- **DIRECTIONS FOR THIS TASK**: Every line from the one with "Identify the location of parking-icon: P." through the final line of the data below goes in the answer, copied exactly. Pictures do not.

(EXTRACTED INFORMATION begins)

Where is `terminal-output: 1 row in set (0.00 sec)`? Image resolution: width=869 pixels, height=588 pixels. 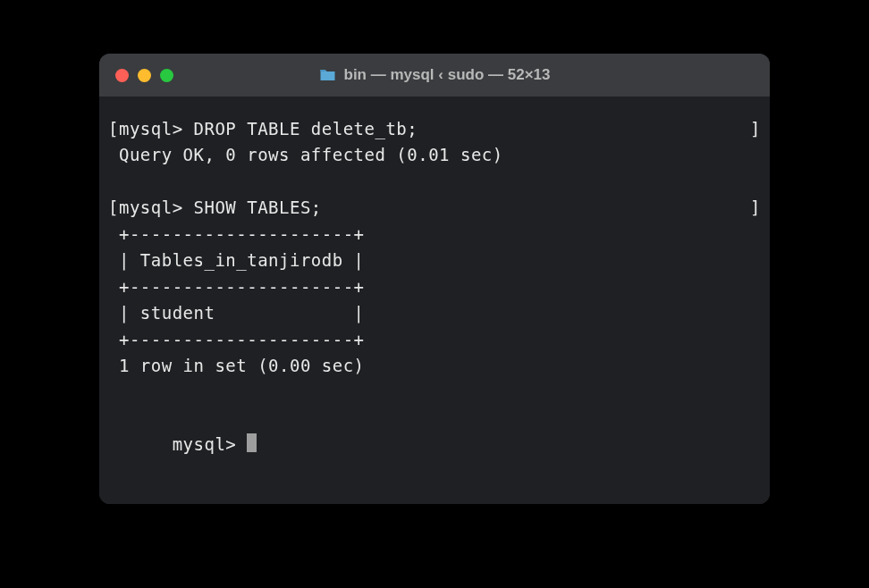 terminal-output: 1 row in set (0.00 sec) is located at coordinates (434, 366).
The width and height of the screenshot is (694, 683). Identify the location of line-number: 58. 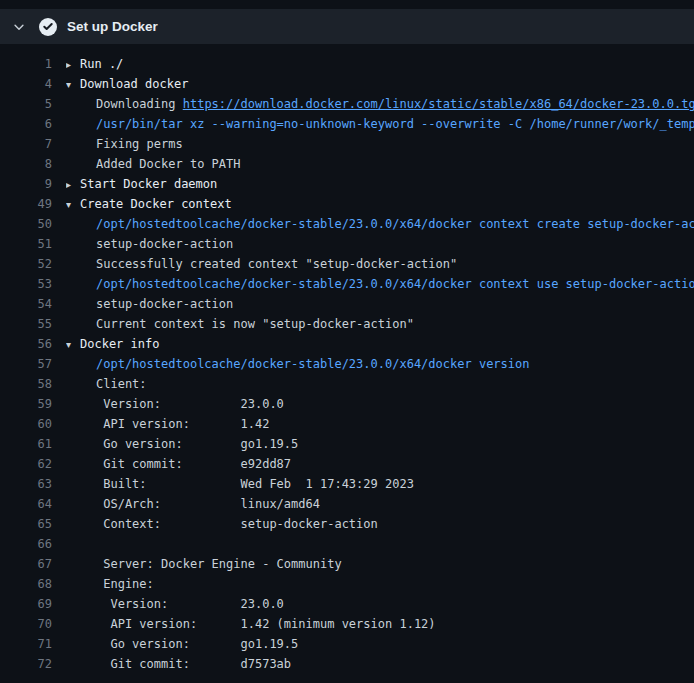
(26, 384).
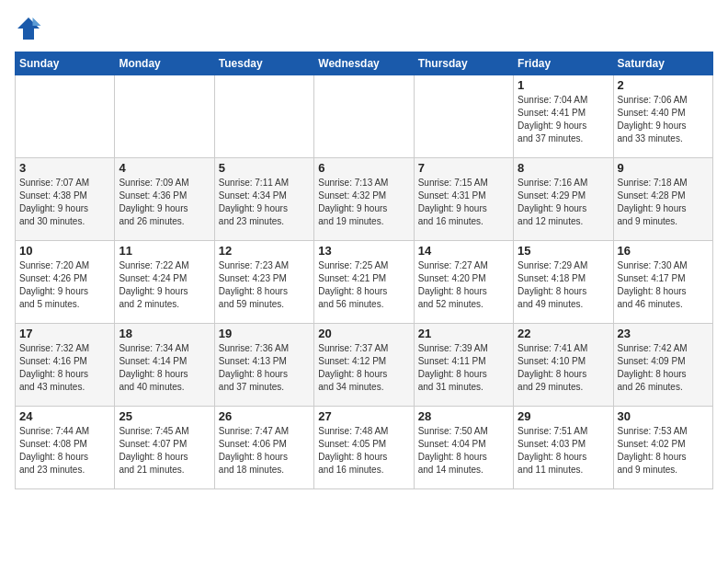 The width and height of the screenshot is (728, 563). What do you see at coordinates (463, 368) in the screenshot?
I see `day-info: Sunrise: 7:39 AM Sunset: 4:11 PM Dayligh…` at bounding box center [463, 368].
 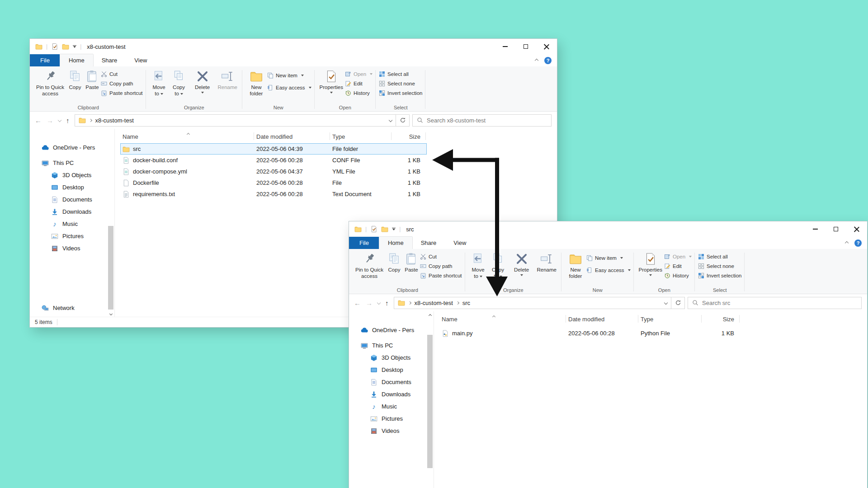 What do you see at coordinates (274, 149) in the screenshot?
I see `file-row-src: src 2022-05-06 04:39 File folder` at bounding box center [274, 149].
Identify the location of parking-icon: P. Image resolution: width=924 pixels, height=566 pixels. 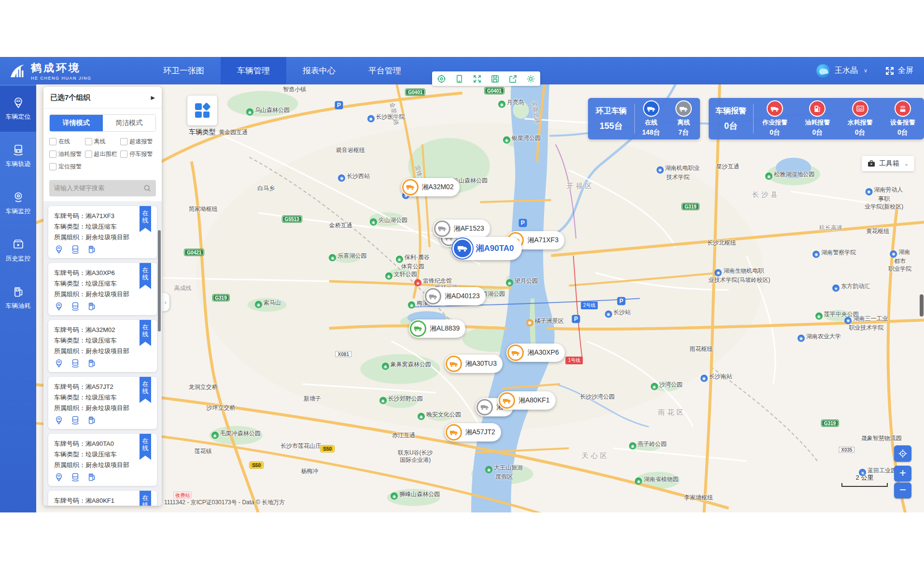
(522, 223).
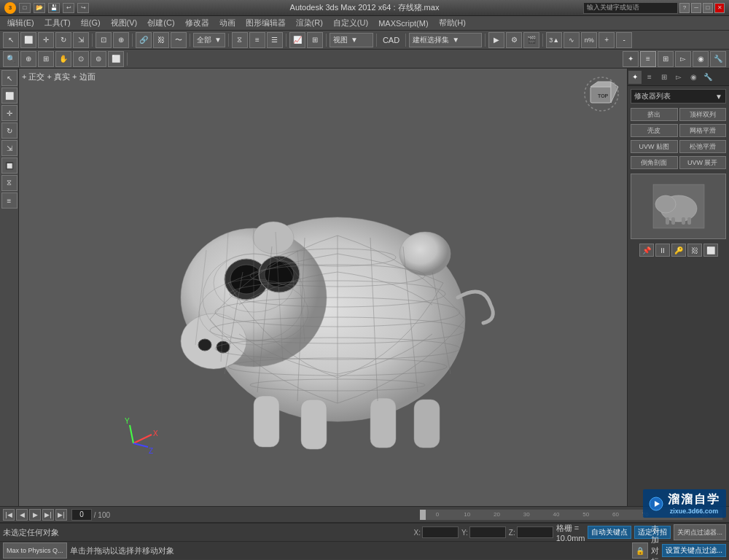 This screenshot has height=560, width=729. Describe the element at coordinates (240, 40) in the screenshot. I see `mirror-btn: ⧖` at that location.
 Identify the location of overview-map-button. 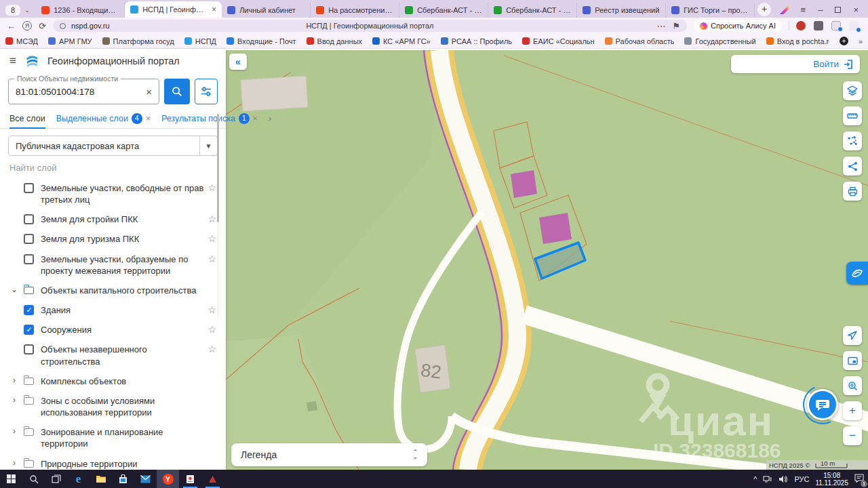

(EXTRACTED INFORMATION ends)

- **FINISHED EXERCISE**:
Identify the location of parking-icon: P. Image resolution: width=924 pixels, height=566 pixels. 
(522, 223).
 This screenshot has height=560, width=729. Describe the element at coordinates (240, 40) in the screenshot. I see `mirror-btn: ⧖` at that location.
 Identify the location of overview-map-button. 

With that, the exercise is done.